American audiences are being introduced to various kinds of esoteric music that at first were limited to immigrant communities. Today New American Voices introduces you to an Iranian immigrant who is an accomplished musician on the kamanche, or Persian spiked fiddle.
The concert took place at noon at an Episcopal church in the center of busy downtown Washington. Some one hundred people who came to listen were transported to a world far removed from the one bustling around them outside the church doors.
Two musicians sat cross-legged on a vivid Persian carpet spread on a platform, with the church's stark altar and stained glass windows as a backdrop. Brian Silver, a specialist in Indian music (and chief of VOA's Urdu service), played the sitar, while Cyrus Dehnadi performed on the kamanche, a standing four-stringed bowed instrument, and the tonbak, or Persian drum.
Cyrus Dehnadi first learned to play as a child growing up in Shiraz, the ancient cultural capital of Iran.
"Like any little boy, that their parents want them to learn it, I learned an instrument because my father wanted me to - and then as soon as I was a teenager, I put it aside. And later in my life I thought, wow, this is a wonderful resource, and so I started picking up the instrument again, and play it, and it became very instrumental in my life."
Although classical Iranian music is a vital part of his life, and although he occasionally performs in public, Cyrus Dehnadi says he is an amateur musician. He makes his living as the proprietor of a small printing shop on the outskirts of Washington. Mr. Dehnadi immigrated to the United States in 1983 with his wife and small son, hoping to complete doctoral studies on the problems of rural areas. Supporting a family on the small salary of a teaching assistant proved to be difficult, however.
"I was living with a student visa, and my resources were running out, my wife didn't have the permit, as the wife of a student, to work, so I had to do something and I wanted to make sure that I didn't do anything illegal, because I had promised myself not to do anything illegal. And I ended up in Washington, and still with a student visa I could legally start a small business."
Cyrus Dehnadi started his print shop in late 1983.
"I started with nothing. A very nice bank manager helped me to borrow some money and lease equipment, and in this same location I have been doing good business, relatively speaking, because mentally I'm not a businessman, I'm still dreaming of going back to rural development. Usually I have about three-four-five people working there. I can run anything from an offset press to programs and different PC platforms. I have a few number of customers, just enough to put bread and butter on the table."
Cyrus Dehnadi says that although his life in America has not always been easy, there are compensations.
"For two reasons I feel at home here. I have had my own ups and downs, you know, but I think I'm a good survivor in a new culture. The first thing that I felt at home was the nature. The beauty of nature in the United States, I really loved it. And then the next thing was people. They have been so nice. Sometimes even if I had problems with, like institutions, -- I couldn't get the kind of job I deserved, I couldn't finish my dissertation, which I certainly deserved, and all these things basically I could ignore them because of other aspects of life, the, you know, people."
And always, there was the music. Mr. Dehnadi describes it as food for his soul.
"It helped me basically to separate my work from my life. I would go home, this instrument was sitting on a little table next to the entrance of my little home, I would pick it up and play for 20 minutes, 30 minutes, and it would basically put me from one world to another."
Excerpt from performance
Cyrus Dehnadi performing Indo-Persian improvisations on the kamanche, with Brian Silver on the sitar.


## WHAT YOU WILL DO
Drop every picture. Return the rest of the entries exactly.

## Figure dataset records
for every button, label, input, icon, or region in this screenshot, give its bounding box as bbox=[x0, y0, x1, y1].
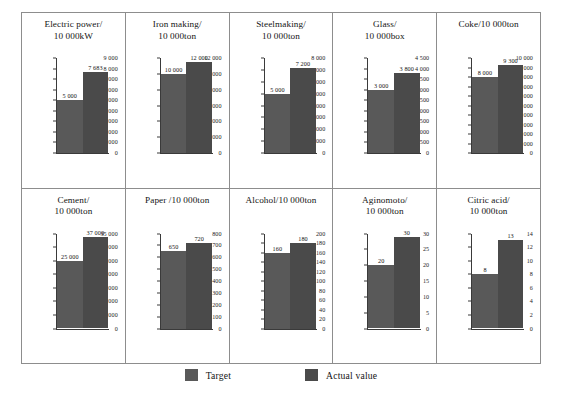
bar-target bbox=[57, 261, 83, 329]
y-axis-tick-label: 25 bbox=[423, 246, 429, 253]
x-axis-line bbox=[471, 153, 524, 154]
y-axis-tick-label: 4 bbox=[530, 298, 533, 305]
chart-title-line1: Aginomoto/ bbox=[362, 195, 407, 205]
y-axis-tick-label: 10 000 bbox=[516, 55, 533, 62]
y-axis-tick-label: 700 bbox=[212, 242, 221, 249]
chart-title-line2: 10 000ton bbox=[233, 31, 330, 43]
x-axis-line bbox=[264, 153, 317, 154]
chart-panel-aginomoto: Aginomoto/ 10 000ton 3025201510502030 bbox=[333, 189, 437, 365]
y-axis-tick-label: 200 bbox=[212, 301, 221, 308]
bar-target bbox=[265, 94, 291, 153]
plot-area: 14121086420813 bbox=[441, 221, 537, 339]
bar-actual bbox=[498, 65, 524, 153]
bar-value-label: 160 bbox=[273, 245, 283, 252]
legend-item-actual-value: Actual value bbox=[305, 369, 377, 381]
bar-actual bbox=[394, 73, 420, 153]
plot-area: 35 00030 00025 00020 00015 00010 0005 00… bbox=[26, 221, 122, 339]
bar-target bbox=[472, 274, 498, 328]
y-axis-tick-label: 800 bbox=[212, 230, 221, 237]
bar-actual bbox=[186, 62, 212, 153]
y-axis-tick-label: 180 bbox=[316, 240, 325, 247]
chart-title-line2: 10 000ton bbox=[336, 206, 433, 218]
bar-value-label: 7 683 bbox=[88, 64, 102, 71]
x-axis-line bbox=[160, 153, 213, 154]
y-axis-tick-label: 0 bbox=[530, 150, 533, 157]
plot-area: 8 0007 0006 0005 0004 0003 0002 0001 000… bbox=[234, 45, 330, 163]
chart-panel-cement: Cement/ 10 000ton 35 00030 00025 00020 0… bbox=[22, 189, 126, 365]
plot-area: 3025201510502030 bbox=[337, 221, 433, 339]
y-axis-tick-label: 500 bbox=[212, 266, 221, 273]
chart-panel-alcohol: Alcohol/10 000ton 2001801601401201008060… bbox=[230, 189, 334, 365]
chart-legend: Target Actual value bbox=[0, 369, 562, 381]
y-axis-tick-label: 100 bbox=[316, 278, 325, 285]
bar-value-label: 8 000 bbox=[478, 69, 492, 76]
plot-area: 9 0008 0007 0006 0005 0004 0003 0002 000… bbox=[26, 45, 122, 163]
chart-panel-steelmaking: Steelmaking/ 10 000ton 8 0007 0006 0005 … bbox=[230, 13, 334, 189]
chart-title: Cement/ 10 000ton bbox=[25, 195, 122, 218]
chart-title-line1: Cement/ bbox=[57, 195, 89, 205]
bar-target bbox=[161, 74, 187, 153]
y-axis-tick-label: 60 bbox=[319, 297, 325, 304]
x-axis-line bbox=[367, 329, 420, 330]
bar-actual bbox=[290, 243, 316, 329]
bar-value-label: 7 200 bbox=[296, 60, 310, 67]
bar-target bbox=[161, 251, 187, 328]
y-axis-tick-label: 12 bbox=[527, 244, 533, 251]
y-axis-tick-label: 14 bbox=[527, 230, 533, 237]
chart-panel-citric-acid: Citric acid/ 10 000ton 14121086420813 bbox=[437, 189, 541, 365]
legend-swatch-target-icon bbox=[185, 369, 198, 381]
y-axis-tick-label: 0 bbox=[322, 325, 325, 332]
chart-title-line1: Electric power/ bbox=[44, 19, 102, 29]
x-axis-line bbox=[56, 329, 109, 330]
bar-value-label: 180 bbox=[298, 235, 308, 242]
y-axis-tick-label: 600 bbox=[212, 254, 221, 261]
bar-target bbox=[472, 77, 498, 153]
y-axis-tick-label: 500 bbox=[420, 139, 429, 146]
y-axis-tick-label: 40 bbox=[319, 306, 325, 313]
y-axis-tick-label: 9 000 bbox=[104, 55, 118, 62]
chart-title-line2: 10 000ton bbox=[25, 206, 122, 218]
bar-actual bbox=[394, 237, 420, 328]
chart-title: Aginomoto/ 10 000ton bbox=[336, 195, 433, 218]
bar-value-label: 720 bbox=[194, 235, 204, 242]
chart-panel-iron-making: Iron making/ 10 000ton 12 00010 0008 000… bbox=[126, 13, 230, 189]
chart-title-line2: 10 000kW bbox=[25, 31, 122, 43]
chart-title-line1: Glass/ bbox=[373, 19, 397, 29]
y-axis-tick-label: 300 bbox=[212, 289, 221, 296]
legend-label-target: Target bbox=[206, 370, 231, 381]
x-axis-line bbox=[264, 329, 317, 330]
bar-actual bbox=[83, 237, 109, 328]
bar-value-label: 3 000 bbox=[374, 82, 388, 89]
chart-title-line1: Alcohol/10 000ton bbox=[246, 195, 317, 205]
y-axis-tick-label: 400 bbox=[212, 278, 221, 285]
y-axis-tick-label: 0 bbox=[115, 325, 118, 332]
bar-value-label: 37 000 bbox=[87, 229, 105, 236]
chart-title: Alcohol/10 000ton bbox=[233, 195, 330, 218]
chart-title-line1: Steelmaking/ bbox=[256, 19, 306, 29]
bar-value-label: 9 300 bbox=[503, 57, 517, 64]
y-axis-tick-label: 0 bbox=[426, 325, 429, 332]
y-axis-tick-label: 0 bbox=[218, 150, 221, 157]
chart-title-line1: Coke/10 000ton bbox=[458, 19, 518, 29]
y-axis-tick-label: 140 bbox=[316, 259, 325, 266]
bar-value-label: 20 bbox=[378, 257, 384, 264]
y-axis-tick-label: 5 bbox=[426, 309, 429, 316]
chart-title-line2: 10 000ton bbox=[440, 206, 537, 218]
y-axis-tick-label: 15 bbox=[423, 278, 429, 285]
bar-value-label: 5 000 bbox=[63, 92, 77, 99]
y-axis-tick-label: 10 bbox=[527, 257, 533, 264]
bar-actual bbox=[290, 68, 316, 154]
chart-panel-coke: Coke/10 000ton 10 0009 0008 0007 0006 00… bbox=[437, 13, 541, 189]
y-axis-tick-label: 4 000 bbox=[415, 65, 429, 72]
plot-area: 200180160140120100806040200160180 bbox=[234, 221, 330, 339]
chart-title: Glass/ 10 000box bbox=[336, 19, 433, 42]
bar-target bbox=[265, 253, 291, 329]
y-axis-tick-label: 8 000 bbox=[311, 55, 325, 62]
y-axis-tick-label: 100 bbox=[212, 313, 221, 320]
bar-actual bbox=[498, 240, 524, 328]
y-axis-tick-label: 0 bbox=[218, 325, 221, 332]
x-axis-line bbox=[56, 153, 109, 154]
y-axis-tick-label: 0 bbox=[426, 150, 429, 157]
y-axis-tick-label: 0 bbox=[115, 150, 118, 157]
bar-value-label: 5 000 bbox=[270, 86, 284, 93]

## EXERCISE OUTPUT
for every button, label, input, icon, or region in this screenshot, give its bounding box as bbox=[x0, y0, x1, y1].
bar-target bbox=[57, 261, 83, 329]
y-axis-tick-label: 25 bbox=[423, 246, 429, 253]
x-axis-line bbox=[471, 153, 524, 154]
y-axis-tick-label: 4 bbox=[530, 298, 533, 305]
chart-title-line1: Aginomoto/ bbox=[362, 195, 407, 205]
y-axis-tick-label: 10 000 bbox=[516, 55, 533, 62]
y-axis-tick-label: 700 bbox=[212, 242, 221, 249]
chart-title-line2: 10 000ton bbox=[233, 31, 330, 43]
x-axis-line bbox=[264, 153, 317, 154]
chart-panel-aginomoto: Aginomoto/ 10 000ton 3025201510502030 bbox=[333, 189, 437, 365]
y-axis-tick-label: 200 bbox=[212, 301, 221, 308]
bar-target bbox=[265, 94, 291, 153]
plot-area: 14121086420813 bbox=[441, 221, 537, 339]
bar-actual bbox=[498, 65, 524, 153]
bar-value-label: 160 bbox=[273, 245, 283, 252]
legend-item-actual-value: Actual value bbox=[305, 369, 377, 381]
bar-actual bbox=[394, 73, 420, 153]
plot-area: 35 00030 00025 00020 00015 00010 0005 00… bbox=[26, 221, 122, 339]
bar-target bbox=[472, 274, 498, 328]
y-axis-tick-label: 800 bbox=[212, 230, 221, 237]
bar-actual bbox=[186, 62, 212, 153]
y-axis-tick-label: 180 bbox=[316, 240, 325, 247]
chart-title-line2: 10 000ton bbox=[336, 206, 433, 218]
bar-value-label: 7 683 bbox=[88, 64, 102, 71]
x-axis-line bbox=[160, 153, 213, 154]
y-axis-tick-label: 0 bbox=[530, 150, 533, 157]
plot-area: 8 0007 0006 0005 0004 0003 0002 0001 000… bbox=[234, 45, 330, 163]
chart-panel-cement: Cement/ 10 000ton 35 00030 00025 00020 0… bbox=[22, 189, 126, 365]
plot-area: 3025201510502030 bbox=[337, 221, 433, 339]
y-axis-tick-label: 500 bbox=[212, 266, 221, 273]
chart-panel-alcohol: Alcohol/10 000ton 2001801601401201008060… bbox=[230, 189, 334, 365]
chart-legend: Target Actual value bbox=[0, 369, 562, 381]
y-axis-tick-label: 100 bbox=[316, 278, 325, 285]
bar-value-label: 8 000 bbox=[478, 69, 492, 76]
plot-area: 9 0008 0007 0006 0005 0004 0003 0002 000… bbox=[26, 45, 122, 163]
chart-panel-steelmaking: Steelmaking/ 10 000ton 8 0007 0006 0005 … bbox=[230, 13, 334, 189]
chart-title: Cement/ 10 000ton bbox=[25, 195, 122, 218]
chart-title-line1: Cement/ bbox=[57, 195, 89, 205]
bar-target bbox=[161, 74, 187, 153]
y-axis-tick-label: 60 bbox=[319, 297, 325, 304]
x-axis-line bbox=[367, 329, 420, 330]
bar-actual bbox=[290, 243, 316, 329]
bar-value-label: 7 200 bbox=[296, 60, 310, 67]
bar-target bbox=[161, 251, 187, 328]
y-axis-tick-label: 12 bbox=[527, 244, 533, 251]
y-axis-tick-label: 14 bbox=[527, 230, 533, 237]
chart-panel-citric-acid: Citric acid/ 10 000ton 14121086420813 bbox=[437, 189, 541, 365]
legend-swatch-target-icon bbox=[185, 369, 198, 381]
y-axis-tick-label: 0 bbox=[322, 325, 325, 332]
chart-title-line1: Electric power/ bbox=[44, 19, 102, 29]
x-axis-line bbox=[56, 329, 109, 330]
bar-value-label: 180 bbox=[298, 235, 308, 242]
y-axis-tick-label: 600 bbox=[212, 254, 221, 261]
bar-target bbox=[472, 77, 498, 153]
y-axis-tick-label: 500 bbox=[420, 139, 429, 146]
y-axis-tick-label: 40 bbox=[319, 306, 325, 313]
y-axis-tick-label: 9 000 bbox=[104, 55, 118, 62]
chart-title-line2: 10 000ton bbox=[25, 206, 122, 218]
bar-actual bbox=[394, 237, 420, 328]
chart-title: Aginomoto/ 10 000ton bbox=[336, 195, 433, 218]
bar-value-label: 720 bbox=[194, 235, 204, 242]
chart-panel-iron-making: Iron making/ 10 000ton 12 00010 0008 000… bbox=[126, 13, 230, 189]
chart-title-line2: 10 000kW bbox=[25, 31, 122, 43]
chart-title-line1: Glass/ bbox=[373, 19, 397, 29]
y-axis-tick-label: 300 bbox=[212, 289, 221, 296]
legend-label-target: Target bbox=[206, 370, 231, 381]
x-axis-line bbox=[264, 329, 317, 330]
bar-actual bbox=[83, 237, 109, 328]
bar-value-label: 3 000 bbox=[374, 82, 388, 89]
chart-title-line1: Alcohol/10 000ton bbox=[246, 195, 317, 205]
y-axis-tick-label: 400 bbox=[212, 278, 221, 285]
y-axis-tick-label: 0 bbox=[115, 325, 118, 332]
bar-value-label: 37 000 bbox=[87, 229, 105, 236]
chart-title: Alcohol/10 000ton bbox=[233, 195, 330, 218]
chart-title-line1: Steelmaking/ bbox=[256, 19, 306, 29]
bar-value-label: 9 300 bbox=[503, 57, 517, 64]
y-axis-tick-label: 0 bbox=[426, 325, 429, 332]
y-axis-tick-label: 0 bbox=[218, 150, 221, 157]
chart-title-line1: Coke/10 000ton bbox=[458, 19, 518, 29]
y-axis-tick-label: 140 bbox=[316, 259, 325, 266]
bar-value-label: 20 bbox=[378, 257, 384, 264]
y-axis-tick-label: 5 bbox=[426, 309, 429, 316]
chart-title-line2: 10 000ton bbox=[440, 206, 537, 218]
y-axis-tick-label: 15 bbox=[423, 278, 429, 285]
bar-value-label: 5 000 bbox=[63, 92, 77, 99]
y-axis-tick-label: 10 bbox=[527, 257, 533, 264]
bar-actual bbox=[290, 68, 316, 154]
chart-panel-coke: Coke/10 000ton 10 0009 0008 0007 0006 00… bbox=[437, 13, 541, 189]
y-axis-tick-label: 4 000 bbox=[415, 65, 429, 72]
plot-area: 200180160140120100806040200160180 bbox=[234, 221, 330, 339]
chart-title: Glass/ 10 000box bbox=[336, 19, 433, 42]
bar-target bbox=[265, 253, 291, 329]
y-axis-tick-label: 8 000 bbox=[311, 55, 325, 62]
y-axis-tick-label: 100 bbox=[212, 313, 221, 320]
bar-actual bbox=[498, 240, 524, 328]
y-axis-tick-label: 0 bbox=[218, 325, 221, 332]
x-axis-line bbox=[56, 153, 109, 154]
y-axis-tick-label: 0 bbox=[426, 150, 429, 157]
y-axis-tick-label: 0 bbox=[115, 150, 118, 157]
bar-value-label: 5 000 bbox=[270, 86, 284, 93]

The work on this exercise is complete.